Abraham, the father of faith…

Abraham, the father of faith, hoped against hope and staggered not at the promises of God, through unbelief; but he believed that whatever God promised he is well able to do…

Romans 4:16-25
The Message

16 This is why the fulfillment of God’s promise depends entirely on trusting God and his way, and then simply embracing him and what he does.

God’s promise arrives as pure gift. That’s the only way everyone can be sure to get in on it, those who keep the religious traditions and those who have never heard of them.

For Abraham is father of us all. He is not our racial father—that’s reading the story backward. He is our faith father.

17-18 We call Abraham “father” not because he got God’s attention by living like a saint, but because God made something out of Abraham when he was a nobody.

Isn’t that what we’ve always read in Scripture, God saying to Abraham, “I set you up as father of many peoples”?

Abraham was first named “father” and then became a father because he dared to trust God to do what only God could do: raise the dead to life, with a word make something out of nothing.

When everything was hopeless, Abraham believed anyway, deciding to live not on the basis of what he saw he couldn’t do but on what God said he would do.

And so he was made father of a multitude of peoples. God himself said to him, “You’re going to have a big family, Abraham!”

19-25 Abraham didn’t focus on his own impotence and say, “It’s hopeless.

This hundred-year-old body could never father a child.”

Nor did he survey Sarah’s decades of infertility and give up.

He didn’t tiptoe around God’s promise asking cautiously skeptical questions. He plunged into the promise and came up strong, ready for God, sure that God would make good on what he had said.

That’s why it is said, “Abraham was declared fit before God by trusting God to set him right.”

But it’s not just Abraham; it’s also us! The same thing gets said about us when we embrace and believe the One who brought Jesus to life when the conditions were equally hopeless.

The sacrificed Jesus made us fit for God, set us right with God.
———

‌Wed, Aug 11
From Faith to Faith

MEDITATE ON THE WORD
by Gloria Copeland

“And [God] brought [Abram] forth abroad, and said, Look now toward heaven, and tell the stars, if thou be able to number them: and he said unto him, So shall thy seed be. And he believed in the Lord; and he counted it to him for righteousness.”
— Genesis 15:5-6

Do you ever have trouble believing the Word of God? Not just agreeing with it mentally, but really believing that what it says will work for you?

I do. There are times when the promises in the Word stagger my mind. There have been times when I’ve felt so defeated and the circumstances around me looked so bad that it was tough for me to believe I was “more than a conqueror” even though I knew God said I was.

What do you do when your mind staggers like that at the promise of God? You meditate on that promise.

Scriptural meditation simply means thinking about and reflecting on the Word of God. It means pondering a particular scripture and mentally applying it to your own circumstances again and again until that scripture permanently marks your consciousness.

That kind of meditation can affect your life in a way that almost nothing else can. It can, quite literally, alter your mind. That’s what happened to Abram.

When God first told him that he was going to father a nation, he was an old man. His wife, Sarai, was also old. What’s more, she had been barren all her life. How could an aging, childless couple have even one child—much less a nation full of them? Abram couldn’t even imagine such a thing. It contradicted his entire mindset.

But God knew the mental struggle Abram would have, so He didn’t just make him a verbal promise and leave it at that. He gave Abram a picture of that promise to meditate on. He took him out into the starry night, turned his eyes to the sky and said, “So shall thy seed be.”

Can’t you just see Abram staring out at the stars, trying to count them? Filling the eyes of his heart with the promise of God?

That’s what meditation is all about. Taking time to envision the promise of God until it becomes a reality inside you. It’s tremendously powerful, and by focusing on the scriptural promises God has given you, you can put it to work in your life just as Abram put it to work in his.

Don’t just read the Word. Meditate on it today.

Come join the Adventure!

Skip 🕊️

Author: SPARKS FROM THE ANVIL OF LIFE

This is an open forum where we look into and investigate the Rhema Mysteries of God's Word; and also other issues of importance for our day and time.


# Exercise objective
Count the lines of the data that have the word "Facebook", then report the number without anything else.
━━━ Material for this task ━━━
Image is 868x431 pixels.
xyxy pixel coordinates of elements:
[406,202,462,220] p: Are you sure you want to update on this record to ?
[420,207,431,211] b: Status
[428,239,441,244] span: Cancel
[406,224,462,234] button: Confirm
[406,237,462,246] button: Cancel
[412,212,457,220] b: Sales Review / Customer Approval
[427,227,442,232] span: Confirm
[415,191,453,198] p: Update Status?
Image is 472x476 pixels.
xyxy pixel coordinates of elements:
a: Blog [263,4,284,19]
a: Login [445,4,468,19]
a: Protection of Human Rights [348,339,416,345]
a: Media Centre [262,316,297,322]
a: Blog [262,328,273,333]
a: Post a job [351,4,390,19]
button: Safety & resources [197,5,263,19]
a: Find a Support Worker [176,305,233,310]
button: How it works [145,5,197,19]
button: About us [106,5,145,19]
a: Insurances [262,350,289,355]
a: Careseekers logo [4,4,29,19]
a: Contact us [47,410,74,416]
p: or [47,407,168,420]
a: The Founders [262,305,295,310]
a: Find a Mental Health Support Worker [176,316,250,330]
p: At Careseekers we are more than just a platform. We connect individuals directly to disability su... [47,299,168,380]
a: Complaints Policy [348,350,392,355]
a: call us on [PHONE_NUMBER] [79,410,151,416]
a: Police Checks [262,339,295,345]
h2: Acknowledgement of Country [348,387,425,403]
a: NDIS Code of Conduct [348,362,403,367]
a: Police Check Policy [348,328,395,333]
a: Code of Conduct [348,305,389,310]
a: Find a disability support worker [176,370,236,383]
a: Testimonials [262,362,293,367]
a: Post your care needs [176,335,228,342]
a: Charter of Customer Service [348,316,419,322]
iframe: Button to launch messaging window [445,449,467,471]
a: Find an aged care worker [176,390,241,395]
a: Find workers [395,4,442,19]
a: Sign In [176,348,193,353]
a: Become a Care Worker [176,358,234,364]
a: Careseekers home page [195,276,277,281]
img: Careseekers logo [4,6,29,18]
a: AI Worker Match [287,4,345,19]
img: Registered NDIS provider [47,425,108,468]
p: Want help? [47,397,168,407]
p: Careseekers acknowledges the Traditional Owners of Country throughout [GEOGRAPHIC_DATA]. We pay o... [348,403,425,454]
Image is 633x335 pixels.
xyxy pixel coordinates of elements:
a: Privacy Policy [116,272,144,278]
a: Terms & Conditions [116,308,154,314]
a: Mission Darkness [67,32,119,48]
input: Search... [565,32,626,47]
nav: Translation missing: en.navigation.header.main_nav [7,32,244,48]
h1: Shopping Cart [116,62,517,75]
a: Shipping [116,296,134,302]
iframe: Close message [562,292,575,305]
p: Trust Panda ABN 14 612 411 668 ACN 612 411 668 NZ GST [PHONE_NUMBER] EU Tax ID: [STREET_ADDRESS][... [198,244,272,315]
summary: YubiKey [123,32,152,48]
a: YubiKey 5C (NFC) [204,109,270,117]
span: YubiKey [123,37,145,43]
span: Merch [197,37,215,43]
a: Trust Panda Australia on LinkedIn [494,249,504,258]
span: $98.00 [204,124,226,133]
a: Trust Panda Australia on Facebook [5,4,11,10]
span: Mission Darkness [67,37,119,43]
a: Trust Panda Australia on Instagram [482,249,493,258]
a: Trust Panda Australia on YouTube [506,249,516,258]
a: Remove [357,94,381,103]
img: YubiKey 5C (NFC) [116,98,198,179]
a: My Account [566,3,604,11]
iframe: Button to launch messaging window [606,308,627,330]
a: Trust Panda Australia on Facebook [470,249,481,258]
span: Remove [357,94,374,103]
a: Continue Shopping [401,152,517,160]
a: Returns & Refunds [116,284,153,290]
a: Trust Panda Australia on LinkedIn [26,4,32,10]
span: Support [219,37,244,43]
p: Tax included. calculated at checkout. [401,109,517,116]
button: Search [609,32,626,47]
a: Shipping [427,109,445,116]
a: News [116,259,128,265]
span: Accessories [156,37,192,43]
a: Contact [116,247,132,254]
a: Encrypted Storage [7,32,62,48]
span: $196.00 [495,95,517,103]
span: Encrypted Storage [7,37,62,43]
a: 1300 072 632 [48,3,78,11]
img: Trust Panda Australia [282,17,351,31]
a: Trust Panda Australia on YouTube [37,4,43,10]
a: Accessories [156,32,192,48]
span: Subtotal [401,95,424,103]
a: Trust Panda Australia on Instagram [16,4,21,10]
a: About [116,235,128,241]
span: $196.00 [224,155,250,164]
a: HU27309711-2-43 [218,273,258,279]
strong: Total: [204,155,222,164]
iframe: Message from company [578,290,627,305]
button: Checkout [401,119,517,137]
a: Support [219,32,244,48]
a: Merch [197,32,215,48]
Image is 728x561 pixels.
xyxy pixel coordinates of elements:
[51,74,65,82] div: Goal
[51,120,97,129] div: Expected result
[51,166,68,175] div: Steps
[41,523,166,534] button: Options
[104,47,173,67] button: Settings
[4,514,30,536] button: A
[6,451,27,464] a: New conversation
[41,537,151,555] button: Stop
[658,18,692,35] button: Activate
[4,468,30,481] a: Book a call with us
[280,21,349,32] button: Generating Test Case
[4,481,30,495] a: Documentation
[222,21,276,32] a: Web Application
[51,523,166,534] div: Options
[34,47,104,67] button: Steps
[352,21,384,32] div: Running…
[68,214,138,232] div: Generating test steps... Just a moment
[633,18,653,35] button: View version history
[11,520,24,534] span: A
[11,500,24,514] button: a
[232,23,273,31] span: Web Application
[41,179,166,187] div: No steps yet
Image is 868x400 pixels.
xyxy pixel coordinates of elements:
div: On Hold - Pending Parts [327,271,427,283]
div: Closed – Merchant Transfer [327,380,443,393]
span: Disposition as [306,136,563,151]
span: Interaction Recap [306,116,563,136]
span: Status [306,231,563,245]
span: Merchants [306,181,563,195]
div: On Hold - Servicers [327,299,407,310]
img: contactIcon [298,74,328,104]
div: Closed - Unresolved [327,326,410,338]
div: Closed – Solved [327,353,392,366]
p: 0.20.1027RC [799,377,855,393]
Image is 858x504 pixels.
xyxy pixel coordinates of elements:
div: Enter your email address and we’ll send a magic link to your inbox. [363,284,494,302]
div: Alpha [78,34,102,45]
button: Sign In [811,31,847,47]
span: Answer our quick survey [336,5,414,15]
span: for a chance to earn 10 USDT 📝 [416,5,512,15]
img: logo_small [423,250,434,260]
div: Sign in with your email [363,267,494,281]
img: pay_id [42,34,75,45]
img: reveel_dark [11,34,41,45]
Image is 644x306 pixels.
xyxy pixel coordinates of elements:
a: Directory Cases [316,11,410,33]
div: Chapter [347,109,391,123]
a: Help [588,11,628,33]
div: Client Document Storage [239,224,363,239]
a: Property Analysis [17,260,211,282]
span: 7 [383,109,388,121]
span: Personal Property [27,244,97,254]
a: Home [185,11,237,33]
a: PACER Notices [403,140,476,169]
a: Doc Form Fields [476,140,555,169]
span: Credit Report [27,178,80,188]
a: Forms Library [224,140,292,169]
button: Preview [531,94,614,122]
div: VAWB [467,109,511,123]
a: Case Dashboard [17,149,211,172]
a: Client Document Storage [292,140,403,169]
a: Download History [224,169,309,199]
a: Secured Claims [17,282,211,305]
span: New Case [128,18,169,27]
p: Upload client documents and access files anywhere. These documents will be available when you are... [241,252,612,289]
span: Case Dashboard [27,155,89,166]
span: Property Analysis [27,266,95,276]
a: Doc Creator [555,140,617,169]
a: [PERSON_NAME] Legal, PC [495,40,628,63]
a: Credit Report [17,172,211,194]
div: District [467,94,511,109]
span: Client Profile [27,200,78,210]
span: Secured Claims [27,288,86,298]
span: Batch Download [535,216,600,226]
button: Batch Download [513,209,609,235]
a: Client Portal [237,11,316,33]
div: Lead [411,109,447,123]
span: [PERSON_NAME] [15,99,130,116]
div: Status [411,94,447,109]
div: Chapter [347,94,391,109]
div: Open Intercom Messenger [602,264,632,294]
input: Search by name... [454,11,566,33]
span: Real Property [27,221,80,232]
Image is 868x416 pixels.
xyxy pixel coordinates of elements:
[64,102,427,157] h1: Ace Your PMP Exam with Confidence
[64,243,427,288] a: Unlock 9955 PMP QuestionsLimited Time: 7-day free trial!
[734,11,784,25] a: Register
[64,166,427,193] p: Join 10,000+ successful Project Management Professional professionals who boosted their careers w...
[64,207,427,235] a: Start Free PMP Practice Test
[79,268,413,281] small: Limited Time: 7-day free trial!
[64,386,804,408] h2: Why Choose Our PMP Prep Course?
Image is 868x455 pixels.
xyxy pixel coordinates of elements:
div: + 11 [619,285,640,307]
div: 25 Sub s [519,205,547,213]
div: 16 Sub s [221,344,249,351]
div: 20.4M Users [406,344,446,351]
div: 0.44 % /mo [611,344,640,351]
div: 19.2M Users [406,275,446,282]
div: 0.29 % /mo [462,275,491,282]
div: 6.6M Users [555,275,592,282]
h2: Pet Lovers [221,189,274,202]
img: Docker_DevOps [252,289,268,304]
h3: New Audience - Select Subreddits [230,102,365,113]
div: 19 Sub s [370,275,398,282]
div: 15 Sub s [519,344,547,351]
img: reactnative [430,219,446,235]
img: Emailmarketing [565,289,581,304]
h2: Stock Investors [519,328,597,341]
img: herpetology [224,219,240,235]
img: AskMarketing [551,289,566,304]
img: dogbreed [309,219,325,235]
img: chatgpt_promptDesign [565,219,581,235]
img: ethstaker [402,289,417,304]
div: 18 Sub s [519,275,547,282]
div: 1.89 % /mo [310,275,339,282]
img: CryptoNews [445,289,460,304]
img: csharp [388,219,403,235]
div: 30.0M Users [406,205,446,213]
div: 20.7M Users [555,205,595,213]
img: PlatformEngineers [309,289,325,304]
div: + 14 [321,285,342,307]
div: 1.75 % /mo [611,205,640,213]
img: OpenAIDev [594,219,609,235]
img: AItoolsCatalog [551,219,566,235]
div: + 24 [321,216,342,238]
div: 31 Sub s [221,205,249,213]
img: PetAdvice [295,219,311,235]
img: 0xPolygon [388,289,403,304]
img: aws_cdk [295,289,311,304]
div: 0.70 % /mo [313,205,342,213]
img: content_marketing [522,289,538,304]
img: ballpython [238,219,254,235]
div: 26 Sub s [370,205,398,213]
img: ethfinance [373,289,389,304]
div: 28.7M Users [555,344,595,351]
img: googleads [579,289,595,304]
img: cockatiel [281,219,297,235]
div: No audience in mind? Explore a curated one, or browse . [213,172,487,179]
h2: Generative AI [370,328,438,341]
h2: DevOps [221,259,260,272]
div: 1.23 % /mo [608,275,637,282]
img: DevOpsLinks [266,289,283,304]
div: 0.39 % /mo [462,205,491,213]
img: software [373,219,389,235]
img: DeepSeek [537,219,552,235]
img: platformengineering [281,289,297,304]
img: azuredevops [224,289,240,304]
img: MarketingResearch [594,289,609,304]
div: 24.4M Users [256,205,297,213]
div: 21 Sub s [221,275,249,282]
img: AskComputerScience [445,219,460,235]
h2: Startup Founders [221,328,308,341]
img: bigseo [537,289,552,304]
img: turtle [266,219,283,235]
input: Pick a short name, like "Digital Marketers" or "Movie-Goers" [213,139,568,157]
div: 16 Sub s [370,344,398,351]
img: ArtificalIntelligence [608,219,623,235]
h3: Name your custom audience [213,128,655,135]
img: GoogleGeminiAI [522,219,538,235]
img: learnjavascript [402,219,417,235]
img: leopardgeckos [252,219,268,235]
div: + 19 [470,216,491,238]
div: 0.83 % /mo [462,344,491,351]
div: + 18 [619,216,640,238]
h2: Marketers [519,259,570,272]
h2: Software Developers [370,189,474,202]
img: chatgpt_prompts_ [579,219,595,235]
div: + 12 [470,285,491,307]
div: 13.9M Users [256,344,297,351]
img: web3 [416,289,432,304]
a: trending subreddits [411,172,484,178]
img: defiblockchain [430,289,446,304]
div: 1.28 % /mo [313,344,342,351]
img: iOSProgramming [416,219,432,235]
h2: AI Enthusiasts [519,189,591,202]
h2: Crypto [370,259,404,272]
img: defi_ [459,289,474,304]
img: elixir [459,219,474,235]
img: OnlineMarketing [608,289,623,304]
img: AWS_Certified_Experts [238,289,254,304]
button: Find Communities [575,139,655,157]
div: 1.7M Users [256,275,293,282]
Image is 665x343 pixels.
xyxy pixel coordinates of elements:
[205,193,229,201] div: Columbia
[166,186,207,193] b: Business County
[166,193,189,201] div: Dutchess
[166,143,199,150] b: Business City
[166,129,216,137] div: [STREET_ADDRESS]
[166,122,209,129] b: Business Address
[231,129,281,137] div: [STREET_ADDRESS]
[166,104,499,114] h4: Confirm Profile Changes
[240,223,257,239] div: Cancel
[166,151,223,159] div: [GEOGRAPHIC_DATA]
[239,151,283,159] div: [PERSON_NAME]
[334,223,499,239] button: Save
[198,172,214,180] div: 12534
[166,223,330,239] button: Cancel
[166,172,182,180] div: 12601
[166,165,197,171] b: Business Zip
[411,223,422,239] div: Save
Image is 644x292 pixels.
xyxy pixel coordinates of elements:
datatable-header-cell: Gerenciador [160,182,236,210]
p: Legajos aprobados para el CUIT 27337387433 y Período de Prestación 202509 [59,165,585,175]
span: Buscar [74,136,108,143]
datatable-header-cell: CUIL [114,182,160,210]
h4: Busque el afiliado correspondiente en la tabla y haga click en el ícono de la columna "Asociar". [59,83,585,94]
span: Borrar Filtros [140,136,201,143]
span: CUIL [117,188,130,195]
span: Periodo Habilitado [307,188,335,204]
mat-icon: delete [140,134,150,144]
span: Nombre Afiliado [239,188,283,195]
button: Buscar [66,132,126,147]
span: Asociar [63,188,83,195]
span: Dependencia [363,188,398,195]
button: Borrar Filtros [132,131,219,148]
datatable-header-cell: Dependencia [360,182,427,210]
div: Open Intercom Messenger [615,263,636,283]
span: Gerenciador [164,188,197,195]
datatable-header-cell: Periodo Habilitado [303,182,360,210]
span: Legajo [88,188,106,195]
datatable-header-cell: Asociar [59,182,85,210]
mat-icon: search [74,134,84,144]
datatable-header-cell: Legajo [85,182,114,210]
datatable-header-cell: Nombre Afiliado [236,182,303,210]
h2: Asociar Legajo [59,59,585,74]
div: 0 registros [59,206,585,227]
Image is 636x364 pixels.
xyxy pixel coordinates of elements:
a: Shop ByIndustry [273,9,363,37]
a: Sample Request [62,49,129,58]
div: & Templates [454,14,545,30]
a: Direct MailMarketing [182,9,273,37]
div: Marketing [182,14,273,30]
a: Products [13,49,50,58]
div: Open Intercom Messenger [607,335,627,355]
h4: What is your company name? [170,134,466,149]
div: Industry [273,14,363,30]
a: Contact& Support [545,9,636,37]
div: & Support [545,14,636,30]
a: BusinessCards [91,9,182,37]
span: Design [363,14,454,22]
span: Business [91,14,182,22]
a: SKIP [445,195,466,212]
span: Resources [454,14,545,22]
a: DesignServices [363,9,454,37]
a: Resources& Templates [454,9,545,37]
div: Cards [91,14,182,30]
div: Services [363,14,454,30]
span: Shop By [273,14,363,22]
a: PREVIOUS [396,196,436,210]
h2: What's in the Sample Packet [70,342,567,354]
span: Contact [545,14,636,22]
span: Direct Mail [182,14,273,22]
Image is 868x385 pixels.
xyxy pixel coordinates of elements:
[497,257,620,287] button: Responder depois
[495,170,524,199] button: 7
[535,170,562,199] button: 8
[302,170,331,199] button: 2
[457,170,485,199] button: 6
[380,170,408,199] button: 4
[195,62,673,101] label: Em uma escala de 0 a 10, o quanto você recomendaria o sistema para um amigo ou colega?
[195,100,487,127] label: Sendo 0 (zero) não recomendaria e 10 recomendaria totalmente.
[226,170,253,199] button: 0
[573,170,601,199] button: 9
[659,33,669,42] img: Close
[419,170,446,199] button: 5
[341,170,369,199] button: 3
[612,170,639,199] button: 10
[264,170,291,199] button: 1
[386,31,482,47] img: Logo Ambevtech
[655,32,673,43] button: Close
━━━
# Answer for this exercise
2